Structure-Guided MR-to-CT Synthesis with Spatial and Semantic Alignments for Attenuation Correction of Whole-Body PET/MR Imaging
This work addresses attenuation correction in whole-body PET/MR imaging, which is crucial for accurate medical diagnostics, but it appears incremental as it builds on existing deep-learning methods with specific enhancements.
The paper tackles the problem of synthesizing CT images from MR scans for PET attenuation correction in whole-body imaging by addressing spatial misalignment and intensity mapping complexity, resulting in visually plausible and semantically realistic CT images validated for utility.
Deep-learning-based MR-to-CT synthesis can estimate the electron density of tissues, thereby facilitating PET attenuation correction in whole-body PET/MR imaging. However, whole-body MR-to-CT synthesis faces several challenges including the issue of spatial misalignment and the complexity of intensity mapping, primarily due to the variety of tissues and organs throughout the whole body. Here we propose a novel whole-body MR-to-CT synthesis framework, which consists of three novel modules to tackle these challenges: (1) Structure-Guided Synthesis module leverages structure-guided attention gates to enhance synthetic image quality by diminishing unnecessary contours of soft tissues; (2) Spatial Alignment module yields precise registration between paired MR and CT images by taking into account the impacts of tissue volumes and respiratory movements, thus providing well-aligned ground-truth CT images during training; (3) Semantic Alignment module utilizes contrastive learning to constrain organ-related semantic information, thereby ensuring the semantic authenticity of synthetic CT images.We conduct extensive experiments to demonstrate that the proposed whole-body MR-to-CT framework can produce visually plausible and semantically realistic CT images, and validate its utility in PET attenuation correction.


**What you will do**
From the entries below, gather every line containing the string "group".

**Excerpted records**
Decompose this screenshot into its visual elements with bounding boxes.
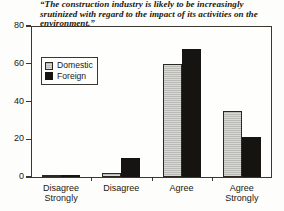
bar-chart-figure: “The construction industry is likely to … xyxy=(0,0,284,211)
chart-title: “The construction industry is likely to … xyxy=(40,0,282,29)
y-axis-label: 20 xyxy=(0,134,24,143)
y-axis-label: 80 xyxy=(0,21,24,30)
bar-foreign xyxy=(121,158,140,177)
legend-swatch-foreign xyxy=(45,72,53,80)
legend-swatch-domestic xyxy=(45,62,53,70)
bar-foreign xyxy=(61,175,80,177)
y-axis-label: 40 xyxy=(0,97,24,106)
bar-group xyxy=(102,26,140,177)
legend-item-foreign: Foreign xyxy=(45,71,93,82)
legend-label-domestic: Domestic xyxy=(57,61,93,70)
bar-group xyxy=(163,26,201,177)
legend-item-domestic: Domestic xyxy=(45,61,93,72)
y-axis-label: 0 xyxy=(0,172,24,181)
bar-domestic xyxy=(102,173,121,177)
bar-group xyxy=(223,26,261,177)
bar-foreign xyxy=(182,49,201,177)
bar-foreign xyxy=(242,137,261,177)
x-axis-label-line: Strongly xyxy=(24,193,98,203)
bar-domestic xyxy=(42,175,61,177)
x-axis-label-line: Agree xyxy=(205,183,279,193)
x-axis-label-line: Strongly xyxy=(205,193,279,203)
x-axis-label: AgreeStrongly xyxy=(205,183,279,203)
legend-label-foreign: Foreign xyxy=(57,72,86,81)
chart-legend: Domestic Foreign xyxy=(41,57,98,85)
bar-domestic xyxy=(163,64,182,177)
x-axis-tick xyxy=(91,177,92,181)
bar-domestic xyxy=(223,111,242,177)
x-axis-tick xyxy=(212,177,213,181)
bars-layer xyxy=(31,26,272,177)
y-axis-label: 60 xyxy=(0,59,24,68)
x-axis-tick xyxy=(152,177,153,181)
bar-group xyxy=(42,26,80,177)
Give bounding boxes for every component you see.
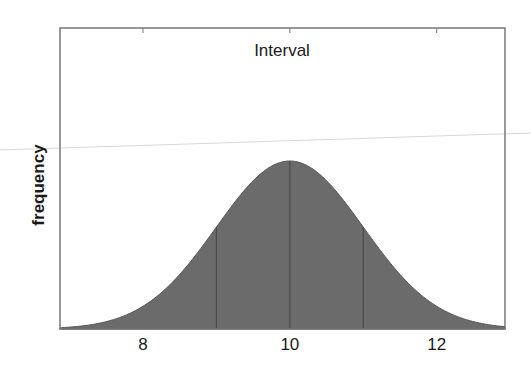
x-axis-tick-labels: 81012 — [138, 335, 446, 354]
normal-distribution-chart: Interval 81012 frequency — [0, 0, 531, 377]
plot-area — [60, 161, 505, 329]
distribution-fill — [60, 161, 505, 329]
scan-artifact-line — [0, 133, 531, 150]
chart-title: Interval — [254, 41, 310, 60]
x-tick-label-10: 10 — [280, 335, 299, 354]
x-tick-label-12: 12 — [427, 335, 446, 354]
y-axis-label: frequency — [29, 144, 48, 226]
x-tick-label-8: 8 — [138, 335, 147, 354]
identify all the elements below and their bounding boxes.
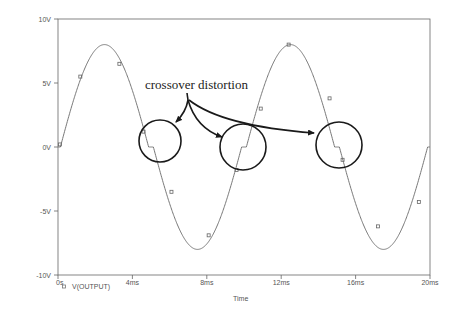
arrow-1 — [176, 100, 188, 122]
x-axis-ticks: 0s4ms8ms12ms16ms20ms — [56, 275, 439, 286]
y-tick-label: 5V — [42, 80, 51, 87]
annotation-text: crossover distortion — [145, 77, 248, 92]
chart: 10V5V0V-5V-10V 0s4ms8ms12ms16ms20ms cros… — [0, 0, 452, 313]
x-tick-label: 16ms — [347, 279, 365, 286]
x-tick-label: 8ms — [200, 279, 214, 286]
legend-label: V(OUTPUT) — [72, 283, 110, 291]
arrow-2 — [188, 100, 222, 137]
y-tick-label: -5V — [40, 208, 51, 215]
legend: V(OUTPUT) — [63, 283, 111, 291]
x-tick-label: 4ms — [126, 279, 140, 286]
distortion-circle — [139, 120, 181, 162]
y-tick-label: -10V — [36, 272, 51, 279]
square-marker-icon — [170, 190, 173, 193]
x-axis-title: Time — [233, 295, 248, 302]
square-marker-icon — [328, 97, 331, 100]
square-marker-icon — [118, 62, 121, 65]
trace-markers — [58, 43, 420, 237]
v-output-trace — [58, 45, 430, 250]
x-tick-label: 12ms — [273, 279, 291, 286]
square-marker-icon — [417, 201, 420, 204]
distortion-circle — [316, 122, 362, 168]
square-marker-icon — [207, 234, 210, 237]
y-tick-label: 10V — [39, 16, 52, 23]
y-axis-ticks: 10V5V0V-5V-10V — [36, 16, 58, 279]
y-tick-label: 0V — [42, 144, 51, 151]
x-tick-label: 20ms — [421, 279, 439, 286]
square-marker-icon — [259, 107, 262, 110]
square-marker-icon — [376, 225, 379, 228]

**Solution to this problem**
bar-group xyxy=(102,26,140,177)
bar-group xyxy=(163,26,201,177)
bar-group xyxy=(223,26,261,177)
bar-group xyxy=(42,26,80,177)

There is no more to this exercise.